Analysis: Community service overseas is valuable but is the cost too high?

September 10, 2018 — by Andrew Lee and Jeffrey Ma

Debating whether or not volunteering over seas helps with college applications

In the animal shelters of Nepal, the ribs of the cows are visible through their skin, and dogs are found dead every week.

After witnessing such a desolate scene while attending the Nepal Orphanage Improvement (NOI) summer program in Kathmandu, junior Daniel Ning was inspired to start his own organization to fundraise and send supplies to the shelters in Nepal.

Ning is just one of many who have invested parts of their summer breaks in volunteering, with multiple students choosing to journey overseas to participate in similar programs.

Whether it is to help those in dire need or to boost their college applications or some combination of both, many students believe that volunteering for periods of time abroad is an invaluable experience.

One program that several students have attended this past summer is the NOI summer program in Kathmandu. There, they were tasked with teaching and playing with local students, and were given chances to participate in small excursions to places like animal shelters.

Some students who participated include sophomore Henry Weng, Selina Yang, Charlie Liu and Ning and senior Sarah Meng. The program is run by IvyMax, which, according to ivymax.com, is “a leading in-center and online education service provider that prepares students exceptionally well for admission to top-tier universities and beyond.”

For around $4,500, the program provides food, board and transportation for a duration of two weeks.

Whether or not the students themselves truly wanted to make a difference in a deprived community abroad, it’s almost impossible to ignore that one main purpose of the program is to supplement college applications and to strengthen students’ lists of extracurricular activities. After all, IvyMax itself is a college preparatory institution, providing mostly preparation for SATs, AP tests and various other subjects such as critical reading and thinking.

With this in mind, it is difficult to see the program as solely charitable in nature. Ning, who attended the program in late July, thinks that several students who went to Nepal seemed only present to add the activity to their college applications.

“There were definitely some people there who were only there to boost the ‘aesthetic’ of their college apps and didn't really care,” Ning said.

However, the results of this mixed motivation aren’t necessarily bad.

In senior Sarah Meng’s eyes, college applications clearly play a role in a vast majority of student’s motivation, albeit to varying degrees. Meng herself said that college applications were the primary motivator when she first begrudgingly signed up for the trip, but she went through a change of heart during it.

I thought that I was going to completely hate it,” Meng said. “But I actually ended up loving painting with, interacting with and teaching [the kids there].”

Students like Ning and Meng said that the program was a valuable experience that was worth the time and money spent. Although the purpose of the program may have been for improving their college applications, the students said they gained valuable experience from the trip nonetheless.

For Ning, seeing the pitiful conditions the animals wallowed in inspired him to found his own private organization called United for Animals Foundation dedicated to helping support them. He has also engaged in multiple fundraising events in order to benefit these animals, including planning his own bake sales. So far, Ning has fundraised $500 from two bake sales.

While Ning found his purpose in helping animals, other students found solace in interacting with the Nepalese people, especially with the children.

What swayed Meng’s viewpoint from hating to loving the experience was interactions with the people there and teaching at a local school.

I’m ten times more into the idea of helping in Nepal [now that] I’ve been there, seen the people and interacted with them,” Meng said.

In two weeks there, she felt a personal connection with the students she taught.

Meng said that for the children in Nepal, many of whom live in poverty, it’s meaningful when their “older [brothers]” and “older sisters,” or the volunteers, come once a year from afar to “make fools of themselves to make [the children] laugh.”

Another question is why so many students travel halfway around the world to volunteer when so many opportunities to help nearby communities are readily accessible in the Bay Area.

The students interviewed for this story didn’t have a definitive answer for this question but emphasized that helping out in other parts of the world brought them a life-changing connection with both the people and animals of a far-away place.

“I hope [the kids there] will remember the time the awkward older American teens came to their school and sang and danced and answered all of their questions about famous American singers and actors,” Meng said.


■ Exercise goal ■
Please report, as a bare number, how many lines below include the string "edge".

(Records provided)

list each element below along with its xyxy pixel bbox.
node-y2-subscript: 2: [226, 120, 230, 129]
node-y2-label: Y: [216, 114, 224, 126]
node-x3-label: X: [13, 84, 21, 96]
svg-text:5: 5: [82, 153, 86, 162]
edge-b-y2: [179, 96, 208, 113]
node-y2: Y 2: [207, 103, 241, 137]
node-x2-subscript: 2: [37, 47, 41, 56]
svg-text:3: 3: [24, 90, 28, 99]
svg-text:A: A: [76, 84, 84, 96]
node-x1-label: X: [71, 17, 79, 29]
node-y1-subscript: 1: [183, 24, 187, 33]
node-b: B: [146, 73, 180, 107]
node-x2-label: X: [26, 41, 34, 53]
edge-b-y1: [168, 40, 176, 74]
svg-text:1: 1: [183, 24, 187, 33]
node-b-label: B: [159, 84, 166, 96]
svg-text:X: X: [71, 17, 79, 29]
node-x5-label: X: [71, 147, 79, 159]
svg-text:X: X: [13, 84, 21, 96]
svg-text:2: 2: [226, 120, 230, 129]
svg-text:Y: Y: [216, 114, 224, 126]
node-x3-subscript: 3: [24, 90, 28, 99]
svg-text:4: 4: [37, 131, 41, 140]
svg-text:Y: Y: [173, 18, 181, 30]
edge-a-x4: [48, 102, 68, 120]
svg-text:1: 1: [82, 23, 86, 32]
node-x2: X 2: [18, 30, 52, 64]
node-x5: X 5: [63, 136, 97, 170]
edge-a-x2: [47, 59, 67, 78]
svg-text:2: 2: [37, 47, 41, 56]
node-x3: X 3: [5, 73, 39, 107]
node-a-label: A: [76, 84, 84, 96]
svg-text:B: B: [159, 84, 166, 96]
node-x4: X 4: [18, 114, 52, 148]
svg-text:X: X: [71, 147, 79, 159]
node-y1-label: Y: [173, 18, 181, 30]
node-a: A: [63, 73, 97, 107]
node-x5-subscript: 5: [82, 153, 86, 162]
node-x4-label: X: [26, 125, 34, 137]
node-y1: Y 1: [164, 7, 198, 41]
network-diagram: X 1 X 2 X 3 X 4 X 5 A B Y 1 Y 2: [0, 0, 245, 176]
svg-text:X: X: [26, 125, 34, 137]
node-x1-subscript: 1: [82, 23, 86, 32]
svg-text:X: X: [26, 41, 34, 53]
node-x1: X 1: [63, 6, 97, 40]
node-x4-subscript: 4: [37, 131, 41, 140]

(End Records provided)

■ Solution ■
4